While the executive bonuses are galling in principle, we should also be concerned about the massive loan given to Air Canada under the pretext of pandemic aid. Ottawa has a history of forgiving portions of these kinds of loans. In 2009, the Harper government loaned billions to Canadian automakers under the pretence of protecting jobs. In 2018, the government quietly wrote off $2.6 billion in those loans to Chrysler. While the executives within Air Canada may be shameless in pursuing government aid, they certainly aren’t fools. They know that the terms of repayment can and likely will be renegotiated down the road. This is learned behaviour.
In addition to extending low-interest loans worth some $5.4 billion to Air Canada, the government also bought a $500 million stake in the airline that Finance Minister Chrystia Freeland claimed would help ensure that taxpayers benefit once the company got back on its feet again.
Investing taxpayer’s money into private industry rarely pays off, and the federal government is not the only one that gets into the game.
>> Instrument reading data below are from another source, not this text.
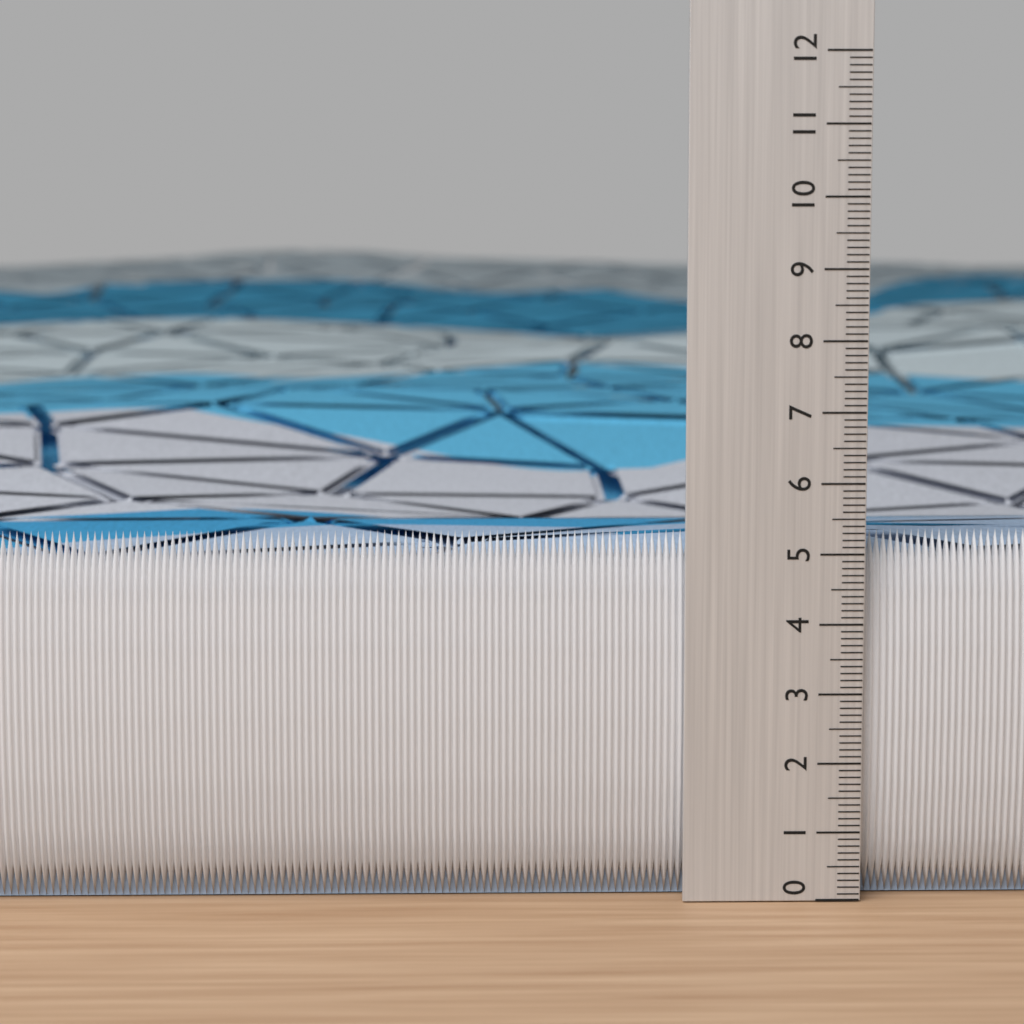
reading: 5.3 (no unit)
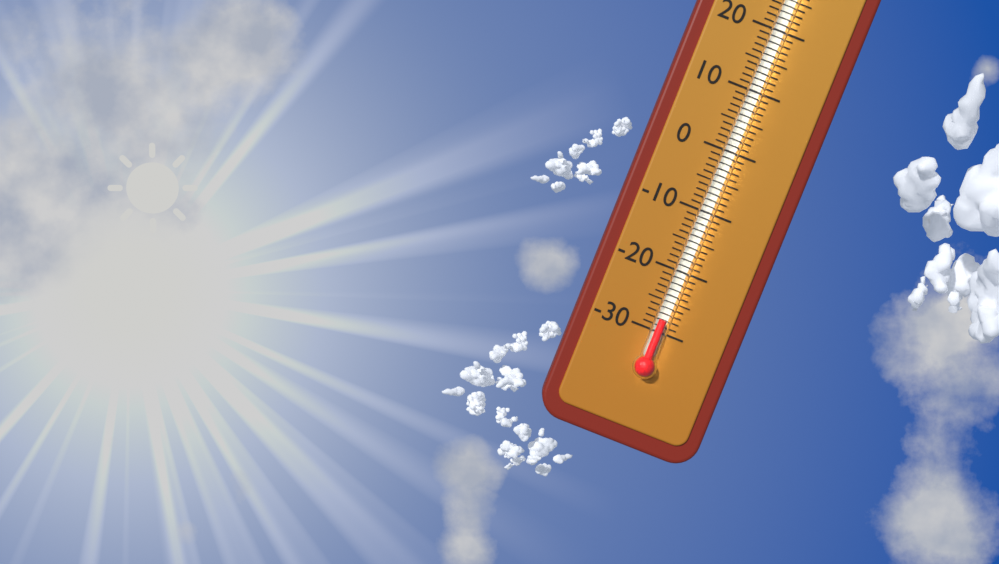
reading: -28 °C
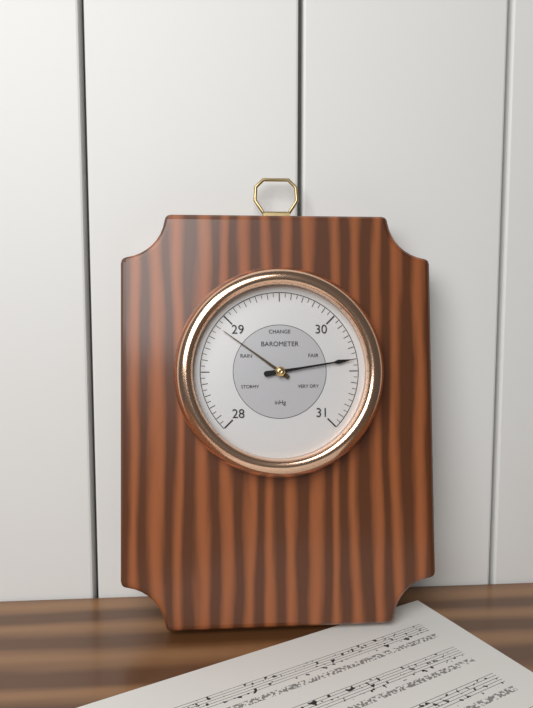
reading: 30.40 inHg
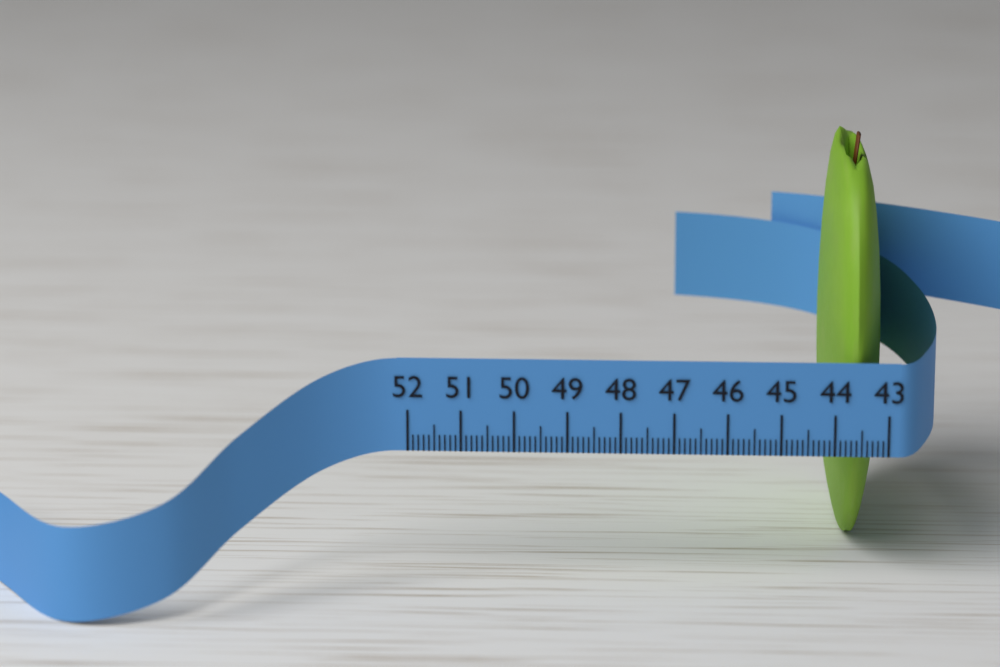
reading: 44.2 (no unit)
Alberta Premier Jason Kenney invested $1.5 billion into the now-cancelled Keystone XL pipeline project. It is unlikely that the province’s taxpayers will see that money again. Companies have learned that lobbying governments for investment can be more lucrative than trying to sell shares to private investors who apply careful scrutiny before committing dollars to companies.
The culture of corporate dependency upon government subsidies fosters poor company management. Why should chronic recipients of corporate welfare such as Bombardier strive to become profitable when they know that the government will never turn them down when they come begging for another bailout? Why should a company approach financial institutions that expect security, regular payments, and interest payments on loans when effective lobbying could land an interest-free loan from the government that may never be paid off?
The motivation to strive for corporate efficiency and profitability is lost when we have a system that rewards mismanagement and loss.
Companies that aren’t within the circles receiving government aid are adversely impacted by corporate welfare as well. It is difficult to compete with companies that don’t fear economic loss. It is demoralizing for executives and small business owners when they struggle to maintain financial viability while watching other companies continue to receive and mismanage bailouts with impunity. Why work hard and strive to grow?
As we enter a period of recovery and rebuilding from the COVID-19 pandemic, we need our business sector to be as motivated and streamlined as possible. It is going to be a competitive world market for products, services, and personnel. Unless Canada addresses the unhealthy corporate culture that it has fostered through decades of corporate welfare, we will not be able to effectively compete in an increasingly competitive world market.
We should not be surprised when we see bailout money abused as it has been by Air Canada executives. We should not complacently accept that behaviour any longer, either. This corporate culture of dependency needs to be broken. The executive bonuses given to Air Canada executives at a time like this were just a visible symptom of a much bigger and entrenched national sickness.